Central recreation hall with chapel over has a double-height canted bay and lower flanking bays with a blind oculus to each floor.
INTERIOR: retains much of the original plan form although modernised. Recreation hall with stage and ornate cast iron columns supporting heavy beams of the chapel above. Two double-leaf entrances of considerable interest having doorcases reputedly carved in a classical style by Richard Dadd. Chapel has exposed yellow brick with polychrome brick aisle arcading on cast iron columns; polychrome brick chancel arch. Open roof of timber trusses; western gallery.
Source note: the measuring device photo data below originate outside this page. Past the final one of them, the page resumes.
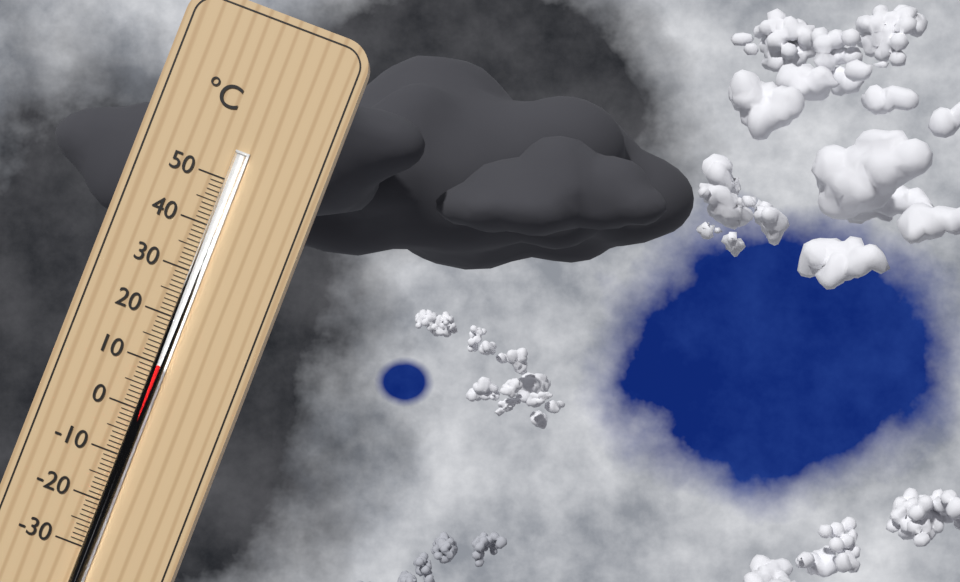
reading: 10 °C
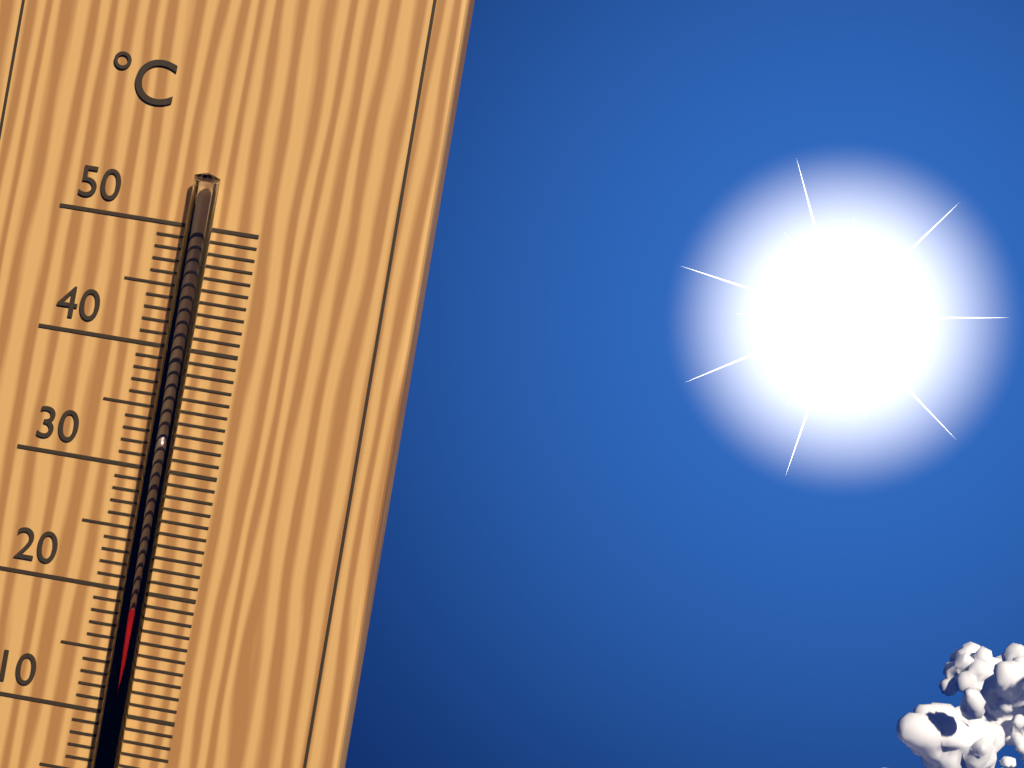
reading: 19 °C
HISTORY: the principle of "criminal" insanity was first defined in 1723 by unless offenders could afford the cost of maintenance in a private asylum the only place they could be held was in the county gaol. Two blocks were built for "criminal lunatics" at Bethlehem Hospital in 1816 but it was not until 1860 when an Act "to make better provision for the custody and care of Criminal Lunactics" was passed, following a campaign led by the Earl of Shaftesbury, that action was taken. Broadmoor opened in May 1863 under the management of the Home Office. Although Sir Joshua Jebb, a military engineer and the first Surveyor General of Prisons, had been responsible for designing Pentonville model prison 20 years earlier, his design for Broadmoor was much closer to that of contemporary county lunatic asylums reflecting the attitude towards the 500 male and female patients. One of the first patients to arrive from Bethleham Hospital was the painter Richard Dadd whose insanity had caused him to murder his father but who was able to continue painting picture of considerable quality.
Late C20 additions to rear not of special interest.